3:16 p.m. – Dakota walks into LVH–Hazleton. Triage nurse Roxanne Piampi, RN, sees him and knows it’s time to hurry. “He was just so pale,” she says. When she learns he fell off his bike, she knows many of his vital organs could potentially be injured – his liver, spleen, kidneys – increasing his risk for life-threatening internal bleeding. When Dakota complains of abdominal pain, “the spleen is the first thing I think of,” she says. Quickly, she gets him a wheelchair and rolls him into the emergency room (ER).

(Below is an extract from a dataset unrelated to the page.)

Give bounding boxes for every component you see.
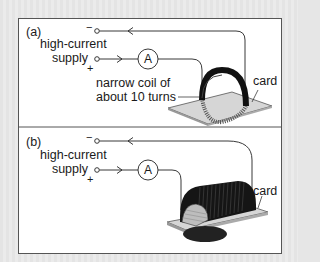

3:34 p.m. – “We could tell as soon as he came through the door that something was wrong,” says KC Willis, CRNP, emergency room nurse practitioner at LVH–Hazleton. Willis and an emergency medicine physician drop what they are doing to give Dakota immediate care. A “trauma alert” is called. A team of specialists rushes to his bedside. Caregivers cut off his clothes, connect him to IVs and a heart monitor, draw blood, bring him units of O negative (the universal blood type), and perform X-rays and ultrasounds. Kenny Mehlig calls his wife, Deanna Mehlig. “You need to be here,” he says. “I can’t do this by myself.”

She rushes to be by her son’s side.

3:45 p.m. – The ER team performs a focused assessment with sonography for trauma (FAST) scan of Dakota’s abdomen, finding blood where it doesn’t belong. Dakota is quickly moved down the hall to a computed tomography (CT) scanner.

3:56 p.m. – The CT scan shows blood pooling in Dakota’s abdomen. His spleen is badly torn. Willis arranges for MedEvac air transport to the Level 1 Trauma Center at LVH–Cedar Crest, where Dakota will receive the specialized trauma surgery he needs. “It’s a streamlined transfer process,” Willis says. “We’ve trained with them, so it’s easy to transfer a patient. They are familiar with our skills, and they know we know what we are looking at.”

4:18 p.m. – LVH–Hazleton colleagues stabilize Dakota and stop his bleeding. It’s part of their role inside a Level 4 Trauma Center.

4:35 p.m. – Dakota’s heart rate increases due to blood loss. He gets a unit of blood before he’s placed inside the MedEvac chopper.

4:45 p.m. – Dakota and his father are in the air and en route to Allentown. “The state gives us three hours to get patients out the door if they need to be transferred, and we did it in under 90 minutes,” says Alexandra Malenka, RN, trauma program coordinator at LVH–Hazleton.

Later that day – Dakota begins his recovery at LVH–Cedar Crest, where physicians make the decision to repair his spleen rather than remove it. This will help strengthen Dakota’s immunity in the years to come. He spends two days in the intensive care unit and 10 days total in the hospital. His mother, Deanna Mehlig, remains by his side 24/7, watching over him. “I knew he was going to be OK as I watched the doctors and nurses care for Dakota,” she says.

Today, Dakota is back home in full health.

“I’m so grateful for everything,” Kenny Mehlig says. “The care was phenomenal. They knew exactly what they were doing because they had dealt with injuries like this so many times before.”